As Baker & Hostetler’s Oren Warshavsky said at last week’s hearing, imagine you take your suit to the dry cleaners. That creates
a legal relationship, called a bailment,
between you and the cleaner. While your
clothing is at the cleaner’s, the building catches on fire and your suit is
destroyed. Because of the bailment, the dry
cleaner can sue the building owner on behalf of everyone whose clothes were in
his possession at the time of the fire. Under the Securities Investor
Protection Act and the federal rules of civil procedure, the Picard lawyer
argued, the bankruptcy trustee holds the same right as the dry cleaner in his
little homily. Picard stands in the shoes of Madoff’s investors, Warshavsky said, and has the power to bring claims
on their behalf.
The
SIPC agrees with Picard’s interpretation. HSBC and UniCredit do not. Their
lawyers (Cleary Gottlieb Steen & Hamilton for HSBC; Skadden,
Arps, Slate, Meagher & Flom for UniCredit) told Judge Rakoff that SIPA
gives Picard the right to sue to regain investors’ property, but that’s not
what he’s doing in his fraud litigation against the banks. Fraud claims, the
banks argue, belong only to the alleged victims of the fraud, not to Picard as
their surrogate. (Indeed, some purported Madoff victims have already sued the
banks on their own, Cleary and Skadden assert,
which underscores the distinction between
their standing and Picard’s.)
The
only Second Circuit ruling that squarely addressed the scope of a bankruptcy
trustee’s power to bring suit on behalf of a brokerage customer came in a 1978
case called Redington v. Touche
Ross. Redington was the trustee for a bankrupt brokerage, Weis Securities.

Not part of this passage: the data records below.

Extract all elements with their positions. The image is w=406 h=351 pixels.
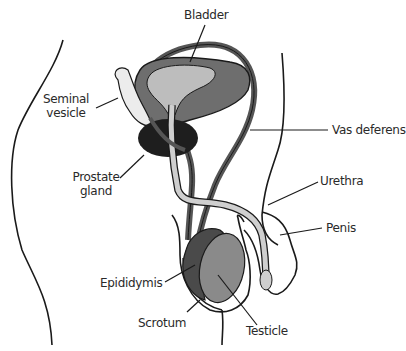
label-prostate-gland-line1: Prostate bbox=[68, 170, 124, 184]
label-testicle: Testicle bbox=[246, 324, 288, 338]
label-prostate-gland-line2: gland bbox=[68, 184, 124, 198]
label-seminal-vesicle-line1: Seminal bbox=[36, 92, 96, 106]
label-scrotum: Scrotum bbox=[138, 316, 186, 330]
label-urethra: Urethra bbox=[320, 174, 363, 188]
label-penis: Penis bbox=[326, 221, 356, 235]
body-outline-back bbox=[12, 40, 63, 345]
label-vas-deferens: Vas deferens bbox=[332, 123, 406, 137]
label-seminal-vesicle-line2: vesicle bbox=[36, 106, 96, 120]
perineum-line bbox=[222, 310, 223, 345]
label-epididymis: Epididymis bbox=[100, 276, 162, 290]
urethra-glans-bulb bbox=[260, 270, 272, 290]
label-bladder: Bladder bbox=[184, 8, 228, 22]
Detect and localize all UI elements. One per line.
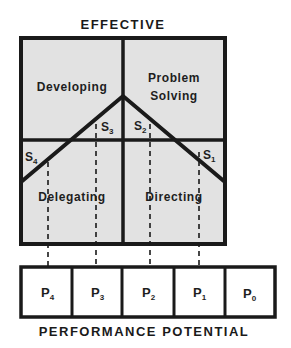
performance-row: P4 P3 P2 P1 P0 bbox=[21, 267, 275, 317]
quadrant-problem-solving-line2: Solving bbox=[150, 89, 198, 103]
quadrant-directing: Directing bbox=[145, 190, 202, 204]
title-effective: EFFECTIVE bbox=[80, 17, 165, 32]
quadrant-developing: Developing bbox=[37, 80, 108, 94]
situational-leadership-diagram: EFFECTIVE Developing Problem Solving Del… bbox=[0, 0, 291, 348]
quadrant-delegating: Delegating bbox=[38, 190, 105, 204]
title-performance-potential: PERFORMANCE POTENTIAL bbox=[39, 324, 250, 339]
quadrant-problem-solving-line1: Problem bbox=[148, 71, 200, 85]
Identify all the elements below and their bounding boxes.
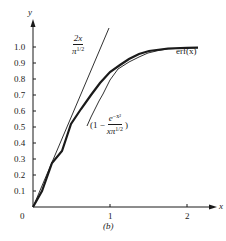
y-tick-label: 0.5	[14, 123, 25, 132]
y-tick-label: 0.8	[14, 75, 25, 84]
x-axis-arrow-icon	[209, 205, 217, 210]
y-tick-label: 1.0	[14, 43, 25, 52]
y-tick-label: 0.2	[14, 171, 25, 180]
y-axis	[31, 19, 37, 207]
asymptotic-label: (1 − e−x² xπ1/2 )	[90, 113, 128, 136]
x-tick-label: 2	[185, 212, 190, 221]
x-tick-label: 1	[108, 212, 113, 221]
x-axis-label: x	[219, 202, 223, 211]
y-tick-label: 0.6	[14, 107, 25, 116]
y-tick-label: 0.9	[14, 59, 25, 68]
panel-label: (b)	[103, 222, 114, 231]
y-tick-label: 0.1	[14, 187, 25, 196]
tangent-label: 2x π1/2	[72, 34, 84, 56]
y-axis-label: y	[28, 8, 32, 17]
y-tick-label: 0.7	[14, 91, 25, 100]
x-axis	[33, 204, 217, 210]
y-axis-arrow-icon	[31, 19, 36, 27]
y-tick-label: 0.4	[14, 139, 25, 148]
origin-label: 0	[20, 212, 25, 221]
erf-label: erf(x)	[176, 47, 196, 56]
y-tick-label: 0.3	[14, 155, 25, 164]
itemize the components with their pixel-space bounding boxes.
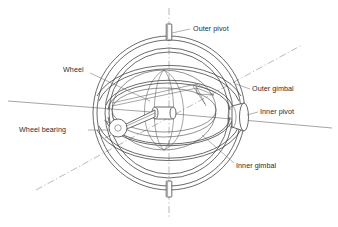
wheel-bearing-circle [109,119,127,137]
diagram-canvas: .ln { fill:none; stroke:#3a3a3a; stroke-… [0,0,338,227]
inner-pivot-face [240,103,249,131]
label-inner-pivot: Inner pivot [260,108,294,115]
outer-pivot-pin-top [166,24,172,40]
label-wheel: Wheel [63,66,84,73]
label-outer-gimbal: Outer gimbal [252,85,294,92]
label-outer-pivot: Outer pivot [193,25,229,32]
outer-pivot-pin-bottom [166,181,172,197]
label-wheel-bearing: Wheel bearing [19,126,66,133]
label-inner-gimbal: Inner gimbal [236,162,276,169]
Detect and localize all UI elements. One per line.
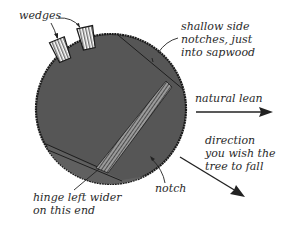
wedges-leader-right — [58, 18, 80, 27]
side-notch-leader — [158, 38, 178, 53]
natural-lean-arrow — [196, 107, 273, 117]
notch-label: notch — [155, 182, 186, 195]
side-notches-label: shallow side notches, just into sapwood — [181, 20, 255, 59]
wedges-leader-left-arrowhead — [54, 33, 58, 39]
fall-direction-label: direction you wish the tree to fall — [205, 134, 276, 173]
wedges-label: wedges — [19, 9, 61, 22]
natural-lean-label: natural lean — [195, 92, 263, 105]
hinge-label: hinge left wider on this end — [33, 191, 122, 217]
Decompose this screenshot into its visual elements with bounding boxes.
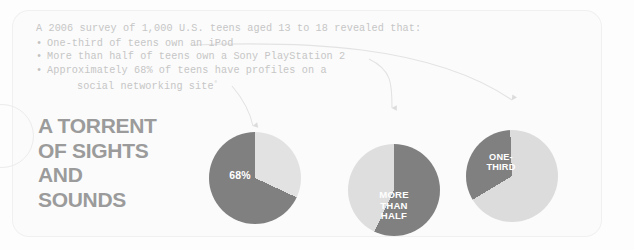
survey-lead: A 2006 survey of 1,000 U.S. teens aged 1… <box>36 22 456 36</box>
pie-chart-ipod: ONE-THIRD <box>466 130 558 222</box>
pie-label-playstation: MORE THAN HALF <box>370 190 418 222</box>
page-title: A TORRENT OF SIGHTS AND SOUNDS <box>38 114 208 212</box>
list-item-continuation-text: social networking site <box>77 82 214 93</box>
pie-chart-playstation: MORE THAN HALF <box>348 144 440 236</box>
bullet-glyph: • <box>36 64 42 78</box>
headline-line-1: A TORRENT <box>38 114 208 139</box>
footnote-marker: ⁰ <box>214 80 218 87</box>
list-item-text: More than half of teens own a Sony PlayS… <box>47 51 345 62</box>
pie-label-ipod: ONE-THIRD <box>478 152 524 173</box>
headline-line-4: SOUNDS <box>38 188 208 213</box>
infographic-canvas: A 2006 survey of 1,000 U.S. teens aged 1… <box>0 0 634 250</box>
bullet-glyph: • <box>36 50 42 64</box>
pie-chart-profiles: 68% <box>209 132 301 224</box>
list-item: •More than half of teens own a Sony Play… <box>36 50 456 64</box>
headline-line-3: AND <box>38 163 208 188</box>
list-item: •One-third of teens own an iPod <box>36 37 456 51</box>
list-item-continuation: social networking site⁰ <box>47 77 456 94</box>
pie-label-profiles: 68% <box>217 170 263 182</box>
survey-copy: A 2006 survey of 1,000 U.S. teens aged 1… <box>36 22 456 94</box>
survey-bullet-list: •One-third of teens own an iPod •More th… <box>36 37 456 95</box>
bullet-glyph: • <box>36 37 42 51</box>
list-item-text: Approximately 68% of teens have profiles… <box>47 65 327 76</box>
list-item: •Approximately 68% of teens have profile… <box>36 64 456 95</box>
list-item-text: One-third of teens own an iPod <box>47 38 233 49</box>
headline-line-2: OF SIGHTS <box>38 139 208 164</box>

He sued Weis’s auditor, Touche, for negligence and malpractice on behalf of the
brokerage’s customers. A three-judge Second
Circuit panel affirmed the lower-court
ruling that the securities laws provide a private cause of action for a
bankruptcy trustee, and that Redington had standing to sue.
That
would seem to favor Picard’s interpretation of his right to sue HSBC and
UniCredit, but in 1979, the
U.S. Supreme Court reversed the Second Circuit. You may be thinking that
the high court decision settles the standing issue in the banks’ favor. Think again.
The Supreme Court found that there was no
private right of action against Touche and reversed on those grounds. The
Justices made no finding on the question of Redington’s standing.
Picard’s
Baker & Hostetler team maintain that the
Second Circuit’s affirmation of Redington’s standing is the last judicial word
on the subject. Skadden and Cleary counter that the appellate court’s ruling
was tossed, so Rakoff isn’t bound by it. Rakoff, in other words, will have to
rule not only on the rare question of the trustee’s standing, but also on the
novel question of whether one portion of a Second Circuit ruling can survive a
Supreme Court decision that reverses the core finding.
Picard’s
spokesperson sent OTC an e-mail statement: “We await the final decision from
the judge.” UniCredit counsel Marco Schnabl of Skadden declined comment.
Cleary partners Evan Davis and Thomas Moloney didn’t respond to
calls and e-mails requesting comment.
(Reporting
by Alison Frankel)
An earlier version
incorrectly stated that Kenneth Krys is based in the Cayman Islands. He is
based in the British Virgin Islands.